Books

A review of The Disenchantment of Secular Discourse

"No whining!" the plaque on my study wall all but shouts. Steven D. Smith does not whine as he invades a territory frequented by whiners. Some, whom he names secular rationalists, moan about the religious discourse that they regard as threatening. On the other hand, the religious who fear the secularists complain that secular discourse claims and possesses a near monopoly in the public world. Smith, a law professor at the University of San Diego, takes on but then transcends the whiners.

His weapon is argument, and his goal is eliciting a new openness on all hands, but especially on the part of the secularists, who tout reason and tend to unreflectively or calculatingly dismiss almost all expressions of religion in public. He argues with notables who can handle themselves, including John Rawls, Susan Jacoby, Richard Rorty and Martha Nussbaum, though I imagine that they will make future utterances with more care if they read Smith.

At issue are the leading thinkers of the Enlightenment, especially in the American version embodied by many of the nation's founders. Deftly he shows how the most notable, Thomas Jefferson and James Madison, employed religious motifs and rationales. In fact, he points out, Madison lay explicitly theological foundations under the structure of constitutional frameworks. At the same time, Smith knows that we know how much the world has changed since the American founding, and he takes those changes seriously, as one must. He shows how Henry Steele Commager, a giant among historians of the Enlightenment and author of The Empire of Reason, believed that Reason ("notice . . . the upper case") would "solve all of those problems that pressed upon [us] so insistently"—a line that to Smith looks "quaint, almost childlike."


Problem to work on.
All of the data that follows is to be printed exactly, without pictures.

Element data from apps and pages

● ● ●

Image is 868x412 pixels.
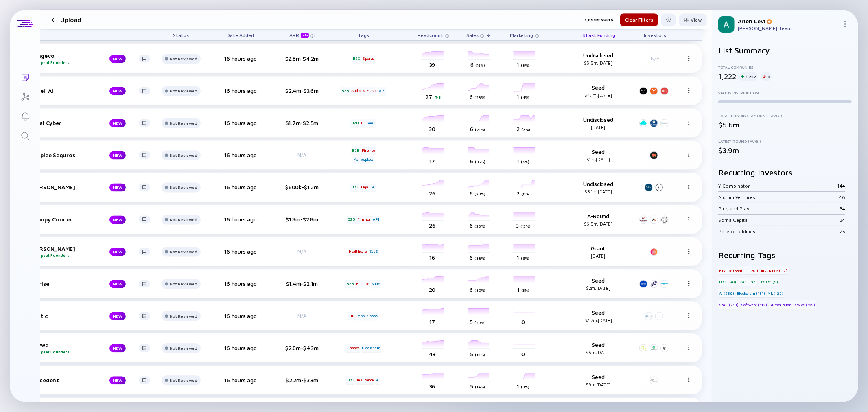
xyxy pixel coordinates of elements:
[218,87,263,94] div: 16 hours ago
[572,317,625,323] div: $2.7m, [DATE]
[31,280,96,287] div: AiPrise
[170,378,197,382] div: Not Reviewed
[17,118,157,128] a: Tidal CyberNEW
[572,51,625,66] div: Undisclosed
[10,106,40,125] a: Reminders
[686,216,692,222] img: Menu
[276,377,329,384] div: $2.2m-$3.3m
[718,146,852,155] div: $3.9m
[17,86,157,96] a: Retell AINEW
[360,183,370,192] div: Legal
[218,183,263,190] div: 16 hours ago
[375,376,381,384] div: AI
[218,151,263,158] div: 16 hours ago
[348,312,356,320] div: HR
[276,313,329,319] div: N/A
[357,215,371,223] div: Finance
[17,375,157,385] a: PrecedentNEW
[572,84,625,98] div: Seed
[218,30,263,40] div: Date Added
[31,349,96,354] div: Repeat Founders
[718,17,735,33] img: Arieh Profile Picture
[739,278,758,286] div: B2C (207)
[378,87,386,95] div: API
[718,64,852,70] div: Total Companies
[718,278,737,286] div: B2B (840)
[718,250,852,259] h2: Recurring Tags
[686,345,692,350] img: Menu
[356,376,374,384] div: Insurance
[351,119,359,127] div: B2B
[572,349,625,355] div: $5m, [DATE]
[276,119,329,126] div: $1.7m-$2.5m
[218,55,263,62] div: 16 hours ago
[637,30,673,40] div: Investors
[31,183,96,190] div: [PERSON_NAME]
[361,344,381,352] div: Blockchain
[467,32,479,38] span: Sales
[837,183,846,189] div: 144
[572,180,625,194] div: Undisclosed
[718,46,852,55] h2: List Summary
[173,32,189,38] span: Status
[289,32,310,38] div: ARR
[351,183,359,192] div: B2B
[718,206,840,212] div: Plug and Play
[769,300,816,309] div: Subscription Service (405)
[218,280,263,287] div: 16 hours ago
[572,189,625,194] div: $5.1m, [DATE]
[357,312,378,320] div: Mobile Apps
[351,87,377,95] div: Audio & Music
[31,216,96,223] div: Canopy Connect
[840,206,846,212] div: 34
[341,87,349,95] div: B2B
[170,121,197,125] div: Not Reviewed
[718,121,852,129] div: $5.6m
[360,119,365,127] div: IT
[686,313,692,318] img: Menu
[840,194,846,200] div: 46
[10,67,40,86] a: Lists
[353,155,374,164] div: Marketplace
[686,56,692,61] img: Menu
[620,14,658,26] div: Clear Filters
[740,73,758,80] div: 1,222
[218,119,263,126] div: 16 hours ago
[510,32,534,38] span: Marketing
[686,281,692,286] img: Menu
[346,376,355,384] div: B2B
[418,32,443,38] span: Headcount
[840,217,846,223] div: 34
[744,266,759,274] div: IT (201)
[366,119,376,127] div: SaaS
[218,248,263,255] div: 16 hours ago
[572,148,625,162] div: Seed
[347,215,355,223] div: B2B
[17,342,157,354] a: KoyweRepeat FoundersNEW
[572,286,625,291] div: $2m, [DATE]
[718,113,852,118] div: Total Funding Amount (Avg.)
[170,313,197,318] div: Not Reviewed
[679,14,707,26] button: View
[170,88,197,93] div: Not Reviewed
[341,30,386,40] div: Tags
[276,87,329,94] div: $2.4m-$3.6m
[718,183,837,189] div: Y Combinator
[686,152,692,157] img: Menu
[276,280,329,287] div: $1.4m-$2.1m
[718,289,735,297] div: AI (259)
[31,245,96,258] div: [PERSON_NAME]
[686,88,692,93] img: Menu
[738,25,839,31] div: [PERSON_NAME] Team
[31,60,96,64] div: Repeat Founders
[371,183,377,192] div: AI
[371,280,381,288] div: SaaS
[170,185,197,190] div: Not Reviewed
[686,184,692,189] img: Menu
[586,32,616,38] span: Last Funding
[738,18,839,24] div: Arieh Levi
[741,300,768,309] div: Software (412)
[572,341,625,355] div: Seed
[761,73,772,80] div: 0
[572,253,625,258] div: [DATE]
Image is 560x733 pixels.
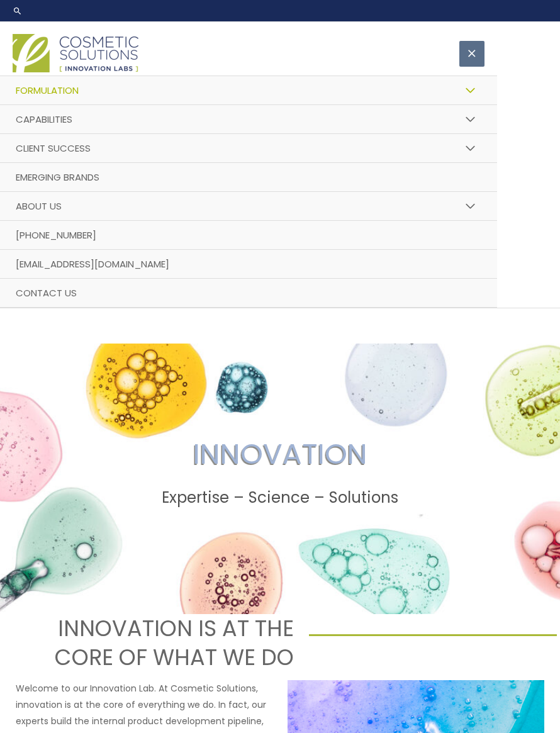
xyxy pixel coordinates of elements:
[12,436,548,472] h2: INNOVATION
[15,112,72,126] span: Capabilities
[13,34,138,72] img: Cosmetic Solutions Logo
[15,141,91,155] span: Client Success
[15,228,96,242] span: [PHONE_NUMBER]
[15,84,79,97] span: Formulation
[13,6,22,15] a: Search icon link
[15,257,169,271] span: [EMAIL_ADDRESS][DOMAIN_NAME]
[15,286,77,299] span: Contact Us
[46,614,294,671] h2: INNOVATION IS AT THE CORE OF WHAT WE DO
[12,488,548,508] h2: Expertise – Science – Solutions
[15,200,62,213] span: About Us
[15,171,99,183] span: Emerging Brands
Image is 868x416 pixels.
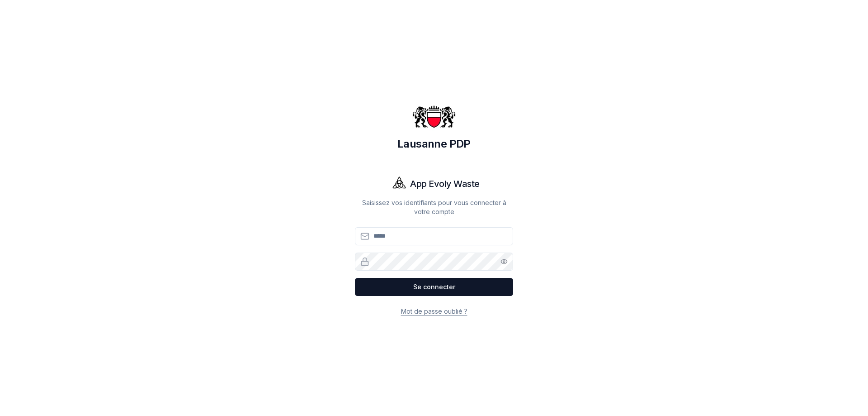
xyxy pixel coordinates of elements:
img: Evoly Logo [388,173,410,195]
p: Saisissez vos identifiants pour vous connecter à votre compte [355,198,513,216]
img: Lausanne PDP Logo [412,95,455,139]
h1: App Evoly Waste [410,177,480,190]
button: Se connecter [355,278,513,296]
a: Mot de passe oublié ? [401,307,467,315]
h1: Lausanne PDP [355,137,513,151]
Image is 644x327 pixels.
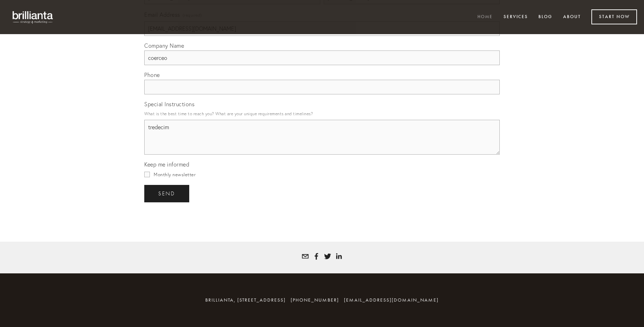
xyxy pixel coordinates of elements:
img: brillianta - research, strategy, marketing [7,7,59,27]
a: Tatyana White [335,253,342,259]
input: Monthly newsletter [144,172,150,177]
a: tatyana@brillianta.com [302,253,309,259]
p: What is the best time to reach you? What are your unique requirements and timelines? [144,109,500,118]
span: Special Instructions [144,101,194,107]
span: Keep me informed [144,160,189,168]
a: Start Now [591,9,637,25]
a: Services [499,12,533,23]
span: Monthly newsletter [154,172,195,177]
a: Tatyana White [324,253,331,259]
textarea: tredecim [144,120,500,154]
a: Tatyana Bolotnikov White [313,253,320,259]
a: Blog [534,12,556,23]
span: Company Name [144,42,184,49]
span: brillianta, [STREET_ADDRESS] [205,297,286,302]
span: [PHONE_NUMBER] [290,297,339,302]
a: Home [473,12,497,23]
a: About [559,12,586,23]
button: sendsend [144,185,189,202]
a: [EMAIL_ADDRESS][DOMAIN_NAME] [344,297,439,302]
span: Phone [144,71,160,78]
span: send [158,190,175,197]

● ● ●

Task output.
Image is 868x412 pixels.
xyxy pixel coordinates of elements:
[218,87,263,94] div: 16 hours ago
[572,317,625,323] div: $2.7m, [DATE]
[31,280,96,287] div: AiPrise
[170,378,197,382] div: Not Reviewed
[17,118,157,128] a: Tidal CyberNEW
[572,51,625,66] div: Undisclosed
[10,106,40,125] a: Reminders
[686,216,692,222] img: Menu
[276,377,329,384] div: $2.2m-$3.3m
[718,146,852,155] div: $3.9m
[17,86,157,96] a: Retell AINEW
[360,183,370,192] div: Legal
[218,183,263,190] div: 16 hours ago
[375,376,381,384] div: AI
[218,151,263,158] div: 16 hours ago
[348,312,356,320] div: HR
[276,313,329,319] div: N/A
[357,215,371,223] div: Finance
[17,375,157,385] a: PrecedentNEW
[572,84,625,98] div: Seed
[218,30,263,40] div: Date Added
[31,349,96,354] div: Repeat Founders
[718,17,735,33] img: Arieh Profile Picture
[739,278,758,286] div: B2C (207)
[378,87,386,95] div: API
[718,64,852,70] div: Total Companies
[718,278,737,286] div: B2B (840)
[718,250,852,259] h2: Recurring Tags
[686,345,692,350] img: Menu
[356,376,374,384] div: Insurance
[351,119,359,127] div: B2B
[572,349,625,355] div: $5m, [DATE]
[276,119,329,126] div: $1.7m-$2.5m
[218,55,263,62] div: 16 hours ago
[637,30,673,40] div: Investors
[31,183,96,190] div: [PERSON_NAME]
[361,344,381,352] div: Blockchain
[467,32,479,38] span: Sales
[837,183,846,189] div: 144
[572,180,625,194] div: Undisclosed
[718,46,852,55] h2: List Summary
[173,32,189,38] span: Status
[289,32,310,38] div: ARR
[351,183,359,192] div: B2B
[718,206,840,212] div: Plug and Play
[769,300,816,309] div: Subscription Service (405)
[218,280,263,287] div: 16 hours ago
[572,189,625,194] div: $5.1m, [DATE]
[357,312,378,320] div: Mobile Apps
[351,87,377,95] div: Audio & Music
[31,216,96,223] div: Canopy Connect
[840,206,846,212] div: 34
[341,87,349,95] div: B2B
[170,121,197,125] div: Not Reviewed
[718,121,852,129] div: $5.6m
[360,119,365,127] div: IT
[686,313,692,318] img: Menu
[840,194,846,200] div: 46
[10,67,40,86] a: Lists
[353,155,374,164] div: Marketplace
[686,56,692,61] img: Menu
[620,14,658,26] div: Clear Filters
[740,73,758,80] div: 1,222
[218,119,263,126] div: 16 hours ago
[510,32,534,38] span: Marketing
[686,281,692,286] img: Menu
[346,376,355,384] div: B2B
[418,32,443,38] span: Headcount
[840,217,846,223] div: 34
[744,266,759,274] div: IT (201)
[366,119,376,127] div: SaaS
[218,248,263,255] div: 16 hours ago
[572,148,625,162] div: Seed
[347,215,355,223] div: B2B
[17,342,157,354] a: KoyweRepeat FoundersNEW
[572,286,625,291] div: $2m, [DATE]
[718,113,852,118] div: Total Funding Amount (Avg.)
[170,313,197,318] div: Not Reviewed
[679,14,707,26] button: View
[170,88,197,93] div: Not Reviewed
[341,30,386,40] div: Tags
[276,87,329,94] div: $2.4m-$3.6m
[718,183,837,189] div: Y Combinator
[686,152,692,157] img: Menu
[276,280,329,287] div: $1.4m-$2.1m
[718,289,735,297] div: AI (259)
[31,245,96,258] div: [PERSON_NAME]
[686,88,692,93] img: Menu
[738,25,839,31] div: [PERSON_NAME] Team
[31,60,96,64] div: Repeat Founders
[371,183,377,192] div: AI
[371,280,381,288] div: SaaS
[170,185,197,190] div: Not Reviewed
[686,184,692,189] img: Menu
[586,32,616,38] span: Last Funding
[738,18,839,24] div: Arieh Levi
[741,300,768,309] div: Software (412)
[572,341,625,355] div: Seed
[761,73,772,80] div: 0
[572,253,625,258] div: [DATE]
Image is 560x733 pixels.
xyxy pixel coordinates of elements:
[12,436,548,472] h2: INNOVATION
[15,112,72,126] span: Capabilities
[13,34,138,72] img: Cosmetic Solutions Logo
[15,141,91,155] span: Client Success
[15,228,96,242] span: [PHONE_NUMBER]
[15,84,79,97] span: Formulation
[13,6,22,15] a: Search icon link
[15,257,169,271] span: [EMAIL_ADDRESS][DOMAIN_NAME]
[15,286,77,299] span: Contact Us
[46,614,294,671] h2: INNOVATION IS AT THE CORE OF WHAT WE DO
[12,488,548,508] h2: Expertise – Science – Solutions
[15,200,62,213] span: About Us
[15,171,99,183] span: Emerging Brands
Image is 868x416 pixels.
xyxy pixel coordinates of elements:
img: Evoly Logo [388,173,410,195]
p: Saisissez vos identifiants pour vous connecter à votre compte [355,198,513,216]
img: Lausanne PDP Logo [412,95,455,139]
h1: App Evoly Waste [410,177,480,190]
button: Se connecter [355,278,513,296]
a: Mot de passe oublié ? [401,307,467,315]
h1: Lausanne PDP [355,137,513,151]
Image is 644x327 pixels.
xyxy pixel coordinates of elements:
img: brillianta - research, strategy, marketing [7,7,59,27]
a: Tatyana White [335,253,342,259]
input: Monthly newsletter [144,172,150,177]
a: tatyana@brillianta.com [302,253,309,259]
p: What is the best time to reach you? What are your unique requirements and timelines? [144,109,500,118]
span: Special Instructions [144,101,194,107]
span: Keep me informed [144,160,189,168]
a: Start Now [591,9,637,25]
a: Services [499,12,533,23]
span: Monthly newsletter [154,172,195,177]
a: Tatyana White [324,253,331,259]
textarea: tredecim [144,120,500,154]
a: Tatyana Bolotnikov White [313,253,320,259]
a: Blog [534,12,556,23]
span: Company Name [144,42,184,49]
span: brillianta, [STREET_ADDRESS] [205,297,286,302]
span: [PHONE_NUMBER] [290,297,339,302]
a: Home [473,12,497,23]
a: About [559,12,586,23]
button: sendsend [144,185,189,202]
a: [EMAIL_ADDRESS][DOMAIN_NAME] [344,297,439,302]
span: Phone [144,71,160,78]
span: send [158,190,175,197]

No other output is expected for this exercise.